Ironically, the plane, which was created for habitation, felt inhuman, while the world outside, which I could only ever experience through windows, gave me life. Yet, as much as seeing the sky made me feel as if I were breathing fresh air, I only allowed myself a few moments before lowering the blind. I didn’t want to disturb my neighbor, and the flight crew had asked us to leave the shutters down to keep the plane cool and save fuel. The cynic in me believes—hell, the realist in me knows—the flight crew uses the darkness to keep us complacent and lethargic.

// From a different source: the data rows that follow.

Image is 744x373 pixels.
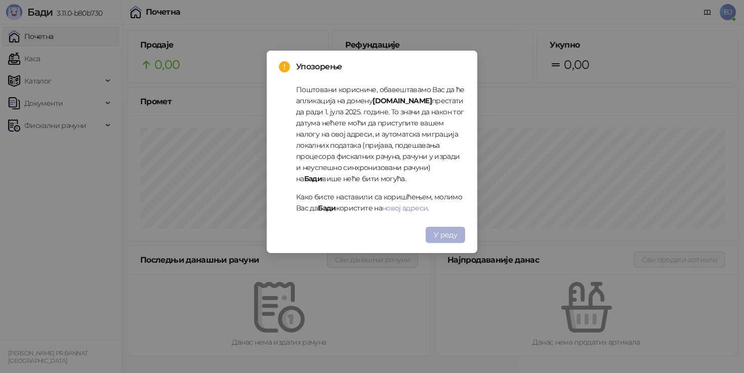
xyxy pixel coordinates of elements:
a: новој адреси [382,203,428,213]
span: У реду [434,230,457,239]
button: У реду [426,227,465,243]
strong: Бади [318,203,336,213]
span: exclamation-circle [279,61,290,72]
strong: Бади [304,174,322,183]
strong: [DOMAIN_NAME] [373,96,432,105]
p: Поштовани корисниче, обавештавамо Вас да ће апликација на домену престати да ради 1. јула 2025. г... [296,84,465,184]
p: Како бисте наставили са коришћењем, молимо Вас да користите на . [296,191,465,214]
span: Упозорење [296,61,465,73]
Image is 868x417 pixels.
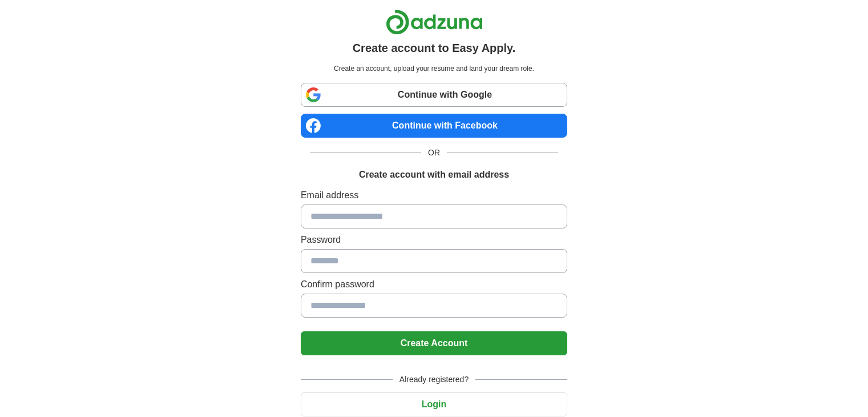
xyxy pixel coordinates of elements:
h1: Create account with email address [359,168,509,182]
img: Adzuna logo [386,9,482,35]
a: Login [301,400,567,409]
label: Confirm password [301,278,567,291]
label: Password [301,233,567,246]
a: Continue with Google [301,83,567,107]
a: Continue with Facebook [301,114,567,138]
span: Already registered? [392,373,476,386]
button: Create Account [301,331,567,355]
h1: Create account to Easy Apply. [353,39,516,57]
button: Login [301,393,567,416]
span: OR [421,147,447,159]
p: Create an account, upload your resume and land your dream role. [303,63,565,73]
label: Email address [301,189,567,202]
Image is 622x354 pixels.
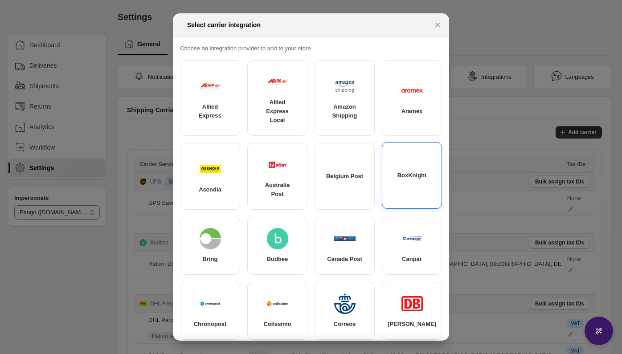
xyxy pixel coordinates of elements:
[326,102,364,120] span: Amazon Shipping
[388,320,436,329] span: [PERSON_NAME]
[401,80,423,102] img: Aramex
[200,159,221,180] img: Asendia
[401,107,423,116] span: Aramex
[194,320,227,329] span: Chronopost
[199,185,221,194] span: Asendia
[263,320,291,329] span: Colissimo
[180,44,442,53] p: Choose an integration provider to add to your store
[267,293,288,315] img: Colissimo
[258,181,296,199] span: Australia Post
[200,228,221,249] img: Bring
[267,255,288,264] span: Budbee
[334,293,356,315] img: Correos
[334,320,356,329] span: Correos
[200,76,221,97] img: Allied Express
[402,255,422,264] span: Canpar
[401,228,423,249] img: Canpar
[200,293,221,315] img: Chronopost
[334,76,356,97] img: Amazon Shipping
[397,171,427,180] span: BoxKnight
[187,21,261,29] span: Select carrier integration
[203,255,218,264] span: Bring
[327,255,362,264] span: Canada Post
[334,228,356,249] img: Canada Post
[267,154,288,176] img: Australia Post
[258,98,296,125] span: Allied Express Local
[267,71,288,93] img: Allied Express Local
[326,172,363,181] span: Belgium Post
[191,102,229,120] span: Allied Express
[401,293,423,315] img: DB Schenker
[267,228,288,249] img: Budbee
[431,19,444,31] button: Close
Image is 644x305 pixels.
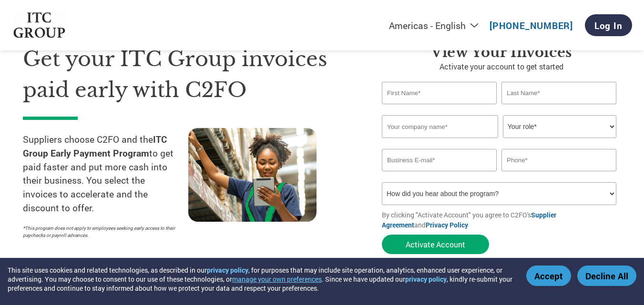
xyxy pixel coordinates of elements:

What is happening here? First, the designer of the plane has an ideal in mind, a docile human who doesn’t move. The actual person is expected to conform to these standards, no matter how unnatural they may feel. The plane limits acceptable social interaction. We are only permitted to speak to the person next to us, but we aren’t allowed to accidentally touch. We’re also required to curb our internal lives. We can’t be too scared, disagree with absurd procedures, or even suggest constructive changes. Plato suggested that social engineering could change human behavior; Marx argued that it could change human nature. Design has succeeded where their political philosophies have failed.

Second, planes are corporate, in that they are designed for profit and they are collective. Passengers are not individuals. We are means to related ends, money and control. The more control of us they have, the more money they make, and the more identically the treat us, the more control they have. This also challenges human nature. It assumes that we have only one goal—getting where we are going—and that we are willing to subsume all other aims under it.

I would have recognized none of this if I had not been reading Sarah’s book while I was flying. It afforded me, not just a vocabulary to put ideas to words, but a framework through which to notice things that I had never thought. It’s not that I learned stuff from Sarah’s book and then saw her conclusions in action. It’s that I understood what she told me and was thus primed to learn even more from my own experience. She turned on my architectural filter, which in turn, allowed me to analyze my surroundings in a different way.

What is particularly powerful about the architectural filter is that it reveals how our minds and bodies are being pushed through space. It explains why we want to walk through one door and not another, leave a table quickly, or trust a doctor. It also explains the increase in number and intensity of unruly passengers. As airline design whittles away our personal space and as we are required to be in ever more control of ourselves, minor infractions become akin to anarchy. Resistance only happens when a person snaps, ad snapping, by definition, means losing control of one’s own agency.

To put it another way, it is not, as we are often told, that design progresses and people reap the rewards, it’s that design changes and people are force to act according to its demands, often unconsciously. Any philosopher worth his or her salt will look at all of this and ask, what is the relationship between design and free will? If architecture can define human limitations, where do our capabilities begin and where do they end?

In No Exit, Jean Paul Sartre describes three people in a room who willingly allow themselves to be psychologically tortured so they can control their roommates. They can leave at any time, but they each choose not to, resigned to an eternity of suffering for no reason other than their own egoism. It’s a tragic and undeniably accurate portrayal of the everyday blockheadedness of human beings.

The traditional way of describing the play is “hell is other people,” yet the first two lines describe the furniture not the characters, putting design front and center. Sartre tells us that we are in “a drawing-room in Second Empire style” and that “a massive bronze ornament stands on the mantelpiece.“ He knows instinctively, that a different room might lead to different results. A postmodern decor might motivate people to change their moral standards; a Jugendstil couch may inflame their erotic imagination. None of those would take his characters where he wanted them to go.

Hell may indeed be other people, but the devil needs a place to stand. The lesson of my flight to Newark is that the Sartrean phrase is incomplete: hell is also bad design.


Click to listen to this episode of Why? Radio.